Tobey Maguire stars as Peter Parker/Spider-Man in "Spider-Man 2."
Melissa Moseley, Columbia Pictures
After making "Spider-Man," "Seabiscuit" and "Spider-Man 2" back to back, Tobey Maguire isn't necessarily looking to play a couch potato, but he'd like something less strenuous than his recent roles.
"I definitely would like to do a film where I didn't have to work out three or four hours a day," Maguire said. "I don't mind if the film itself is kind of physical, but maybe where my physique didn't matter as much. I'll take an hour a day."
It's tough playing a young man whose encounter with a genetically altered spider has turned him into a superhero able to fly through the canyons of New York City by means of webs he shoots from his wrists. In "Spider-Man 2," opening in theaters on Wednesday, Peter Parker (Maguire) questions the crime-fighting lifestyle he has adopted and the sacrifices it has elicited from him.
In particular, he hates the wall his secret identity has built between him and his true love, Mary Jane Watson (Kirsten Dunst). And his cover might be blown when scientist-turned-monster Doc Ock (Alfred Molina) uses the people Peter loves to get to Spider-Man.
"Peter Parker's just in a different place in his life," Maguire tells reporters during interviews on the Sony Pictures lot in Culver City, Calif. "It's wearing on him, being Spider-Man and not having a life of his own.

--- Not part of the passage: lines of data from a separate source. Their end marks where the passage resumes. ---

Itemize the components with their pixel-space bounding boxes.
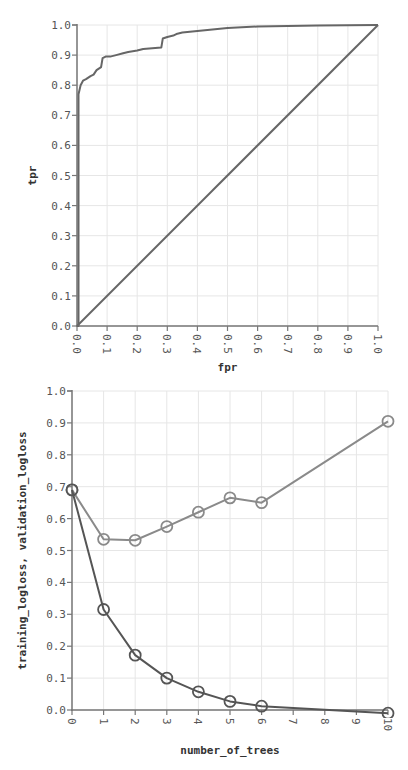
y-tick-label: 1.0 [46,385,66,398]
x-tick-label: 0.7 [281,334,294,354]
x-tick-label: 0.6 [251,334,264,354]
x-tick-label: 0.0 [70,334,83,354]
y-tick-label: 0.9 [46,417,66,430]
x-tick-label: 1.0 [371,334,384,354]
y-tick-label: 0.3 [51,230,71,243]
x-tick-label: 0.1 [100,334,113,354]
y-tick-label: 0.5 [51,170,71,183]
y-tick-label: 1.0 [51,19,71,32]
y-tick-label: 0.6 [46,513,66,526]
roc-chart: 0.00.10.20.30.40.50.60.70.80.91.00.00.10… [0,0,408,380]
x-tick-label: 3 [160,718,173,725]
x-tick-label: 0.9 [341,334,354,354]
x-tick-label: 0.8 [311,334,324,354]
x-tick-label: 0 [65,718,78,725]
y-tick-label: 0.6 [51,139,71,152]
y-tick-label: 0.1 [46,672,66,685]
y-tick-label: 0.4 [51,200,71,213]
y-tick-label: 0.0 [46,704,66,717]
x-axis-label: number_of_trees [180,744,279,757]
x-tick-label: 7 [286,718,299,725]
x-axis-label: fpr [218,361,238,374]
y-tick-label: 0.3 [46,608,66,621]
x-tick-label: 2 [128,718,141,725]
x-tick-label: 4 [191,718,204,725]
y-tick-label: 0.0 [51,320,71,333]
x-tick-label: 0.3 [160,334,173,354]
y-tick-label: 0.7 [46,481,66,494]
y-axis-label: tpr [26,165,39,185]
grid [72,391,388,710]
y-tick-label: 0.1 [51,290,71,303]
logloss-chart: 0.00.10.20.30.40.50.60.70.80.91.00123456… [0,380,408,770]
y-tick-label: 0.9 [51,49,71,62]
x-tick-label: 0.2 [130,334,143,354]
x-tick-label: 8 [318,718,331,725]
x-tick-label: 0.5 [221,334,234,354]
y-tick-label: 0.8 [46,449,66,462]
x-tick-label: 10 [381,718,394,731]
y-tick-label: 0.2 [51,260,71,273]
x-tick-label: 6 [255,718,268,725]
y-tick-label: 0.5 [46,545,66,558]
y-tick-label: 0.2 [46,640,66,653]
x-tick-label: 5 [223,718,236,725]
y-tick-label: 0.7 [51,109,71,122]
y-tick-label: 0.4 [46,576,66,589]
y-tick-label: 0.8 [51,79,71,92]
y-axis-label: training_logloss, validation_logloss [16,431,29,669]
x-tick-label: 0.4 [190,334,203,354]
x-tick-label: 1 [97,718,110,725]
x-tick-label: 9 [349,718,362,725]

"I always thought it was peculiar how this kid couldn't see how he could just have a little balance in his life and things would be a little better for him. But there are complications to that, which I understand. He doesn't want to put his loved ones in danger. . . . But he also has these gifts and wants to use them responsibly."

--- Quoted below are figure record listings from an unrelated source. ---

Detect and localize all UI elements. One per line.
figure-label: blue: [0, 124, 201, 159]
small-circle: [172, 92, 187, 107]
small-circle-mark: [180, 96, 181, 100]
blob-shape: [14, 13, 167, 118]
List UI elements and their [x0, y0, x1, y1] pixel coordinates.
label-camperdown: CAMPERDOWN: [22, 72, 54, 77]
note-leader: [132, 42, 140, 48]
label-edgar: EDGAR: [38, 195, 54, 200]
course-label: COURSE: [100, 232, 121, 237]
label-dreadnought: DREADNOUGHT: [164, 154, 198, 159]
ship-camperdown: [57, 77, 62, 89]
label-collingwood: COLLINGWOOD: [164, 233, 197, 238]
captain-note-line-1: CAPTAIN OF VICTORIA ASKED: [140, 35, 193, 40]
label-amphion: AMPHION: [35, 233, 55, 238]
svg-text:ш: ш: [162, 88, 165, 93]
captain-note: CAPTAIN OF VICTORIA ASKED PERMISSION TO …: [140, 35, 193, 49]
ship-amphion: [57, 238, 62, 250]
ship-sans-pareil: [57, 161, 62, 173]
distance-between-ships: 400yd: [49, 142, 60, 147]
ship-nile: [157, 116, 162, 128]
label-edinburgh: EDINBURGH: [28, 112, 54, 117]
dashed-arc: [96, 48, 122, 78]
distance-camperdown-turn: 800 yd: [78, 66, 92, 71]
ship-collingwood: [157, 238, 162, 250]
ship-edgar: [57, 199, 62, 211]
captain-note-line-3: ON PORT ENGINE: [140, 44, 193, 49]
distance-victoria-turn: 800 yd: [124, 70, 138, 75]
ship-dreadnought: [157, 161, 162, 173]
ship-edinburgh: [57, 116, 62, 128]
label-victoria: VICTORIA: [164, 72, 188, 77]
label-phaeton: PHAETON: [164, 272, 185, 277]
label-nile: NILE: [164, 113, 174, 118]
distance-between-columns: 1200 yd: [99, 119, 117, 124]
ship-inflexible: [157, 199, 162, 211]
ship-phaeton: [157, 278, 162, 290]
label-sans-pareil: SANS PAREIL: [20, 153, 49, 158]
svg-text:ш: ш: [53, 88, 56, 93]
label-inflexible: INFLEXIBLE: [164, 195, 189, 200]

The phenomenal success of 2002's "Spider-Man," which earned $820 million worldwide and made Maguire a household name, guaranteed the creation of a sequel, and the actor had no hesitations about reuniting with the "Spider-Man" team.
"I like everybody," he said. "It's a good show, and it feels like a family situation."

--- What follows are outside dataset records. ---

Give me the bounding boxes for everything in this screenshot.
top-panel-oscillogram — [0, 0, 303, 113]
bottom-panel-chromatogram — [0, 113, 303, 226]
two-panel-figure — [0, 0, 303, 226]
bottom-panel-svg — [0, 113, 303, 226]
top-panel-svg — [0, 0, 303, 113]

Director Sam Raimi wanted to do more than rehash the first film's plot and pile on the special effects.
"I really wanted to please the audience," said Raimi. "There were a lot of different directions the story could have taken in the second 'Spider-Man,' so I tried to think about what they must have been attracted to in the first one, and I think I came up with the answer that they were probably most attracted to the characters and the stories of Mary Jane Watson and Peter Parker versus the bigger extravaganza type of effects or visuals or making it louder or bigger."